Elon Musk is putting himself in an awkward position with Tesla's new vehicles
This hasn't created much dissonance in the auto industry.
General Motors, Ford, Toyota, Honda, and Volkswagen all sell expensive cars and cheap ones. They also sell lots of different types of vehicles, from compact hatchbacks to hulking pickups.
Tesla, in the other hand, currently sells just two vehicles, the Model S sedan and the Model X SUV. The Model 3 will change that, but as the launch grows nearer, a fair amount of media attention has shifted to Tesla's future vehicle plans.
The first post-Model 3 vehicle will likely be a compact SUV, dubbed the Model Y. With Tesla due to announce its first-quarter delivery numbers in the next week, there's some buzz around whether the company might divulge some details about the Model Y.
It would makes sense, as with not much happening that really new with Tesla until the Model 3 arrives, CEO Elon Musk will want to sustain media interest. Outside the tech industry, the Model Y looks obvious and logical - but it also looks like a classic example of what in the car business in knows as "platform engineering." Big carmakers use common undergirdings to built a variety of different cars.
This has been the Model Y story since Tesla started talking about it, and anyone familiar with carmaking gets it. Musk now needs to guard against the impression that Model Y will somehow be dramatically different product, especially if Tesla wants to capitalize on surging consumer demand to crossover SUVs.
Tricky business
This is going to be tricky because Tesla is followed more like a tech company than a carmaker. With the Model Y, given its likely price point of around $40-50,000, we're talking about an electric BMW SUV. Cheaper trim levels will be akin to a nicely optioned Honda CR-V. These are popular, ho-hum vehicles.
The big carmakers know that it's almost impossible to get people excited about these type of car, so they concentrate on creating sexier machines to grab attention: sports cars, concepts cars, and out-there concept cars.
Tesla has never done this, taking instead a page from the consumer electronics world, where for example Apple and Samsung can generate excitement by rolling out yet another glass rectangle. That approach seems to work for them, but it's unclear whether Tesla will be able to head toward the unemotional mass-market car business and sustain the thrills it's grown accustomed to.
So Musk finds himself in a tough position - a showman who, increasingly, is betting on vehicles that aren't that exciting to show.
This column does not necessarily reflect the opinion of Business Insider.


REQUIRED WORK: Determine the number of lines in the data below that hold "Інтернет"; give nothing but that number.

RECORDED INFORMATION:
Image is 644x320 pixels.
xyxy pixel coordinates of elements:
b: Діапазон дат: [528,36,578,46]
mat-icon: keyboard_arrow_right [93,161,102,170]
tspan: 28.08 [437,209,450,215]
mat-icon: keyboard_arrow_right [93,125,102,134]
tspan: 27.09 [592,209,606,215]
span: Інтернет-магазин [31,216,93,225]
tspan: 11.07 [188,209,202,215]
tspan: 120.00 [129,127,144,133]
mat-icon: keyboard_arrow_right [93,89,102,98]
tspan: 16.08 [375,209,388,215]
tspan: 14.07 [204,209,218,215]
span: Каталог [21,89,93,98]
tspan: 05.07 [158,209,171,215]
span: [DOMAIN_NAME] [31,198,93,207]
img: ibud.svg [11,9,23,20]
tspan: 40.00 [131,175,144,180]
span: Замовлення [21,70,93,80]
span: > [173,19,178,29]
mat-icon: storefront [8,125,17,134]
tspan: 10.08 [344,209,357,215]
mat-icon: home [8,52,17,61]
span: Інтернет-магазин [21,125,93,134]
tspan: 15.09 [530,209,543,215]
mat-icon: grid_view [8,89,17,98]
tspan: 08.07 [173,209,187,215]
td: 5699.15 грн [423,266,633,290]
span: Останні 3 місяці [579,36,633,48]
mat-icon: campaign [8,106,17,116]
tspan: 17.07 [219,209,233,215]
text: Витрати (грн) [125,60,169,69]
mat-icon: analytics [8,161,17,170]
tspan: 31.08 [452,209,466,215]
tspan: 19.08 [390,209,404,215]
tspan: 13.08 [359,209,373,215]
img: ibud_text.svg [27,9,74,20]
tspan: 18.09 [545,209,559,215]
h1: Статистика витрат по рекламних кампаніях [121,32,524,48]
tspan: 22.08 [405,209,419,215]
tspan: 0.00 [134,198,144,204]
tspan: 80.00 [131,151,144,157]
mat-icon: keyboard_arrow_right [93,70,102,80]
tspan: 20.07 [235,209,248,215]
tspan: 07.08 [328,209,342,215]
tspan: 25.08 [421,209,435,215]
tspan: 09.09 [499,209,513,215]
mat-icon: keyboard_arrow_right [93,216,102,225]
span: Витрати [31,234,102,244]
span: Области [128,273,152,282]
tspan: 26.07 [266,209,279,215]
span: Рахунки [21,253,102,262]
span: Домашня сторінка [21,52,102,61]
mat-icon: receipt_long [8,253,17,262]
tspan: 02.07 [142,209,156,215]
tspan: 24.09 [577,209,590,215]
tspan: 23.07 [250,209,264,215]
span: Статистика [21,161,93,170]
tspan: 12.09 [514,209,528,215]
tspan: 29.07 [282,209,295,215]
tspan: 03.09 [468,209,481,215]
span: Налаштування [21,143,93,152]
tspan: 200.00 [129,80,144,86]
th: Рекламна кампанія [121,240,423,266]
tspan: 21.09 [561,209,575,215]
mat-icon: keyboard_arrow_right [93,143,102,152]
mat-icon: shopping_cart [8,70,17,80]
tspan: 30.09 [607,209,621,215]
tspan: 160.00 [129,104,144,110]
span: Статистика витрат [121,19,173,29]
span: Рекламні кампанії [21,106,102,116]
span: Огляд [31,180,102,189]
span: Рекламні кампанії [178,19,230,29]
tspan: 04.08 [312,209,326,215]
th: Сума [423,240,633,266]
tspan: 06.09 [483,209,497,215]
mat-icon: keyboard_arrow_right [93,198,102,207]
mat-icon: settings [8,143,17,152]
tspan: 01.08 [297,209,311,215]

REPLY TO THE EXERCISE: 2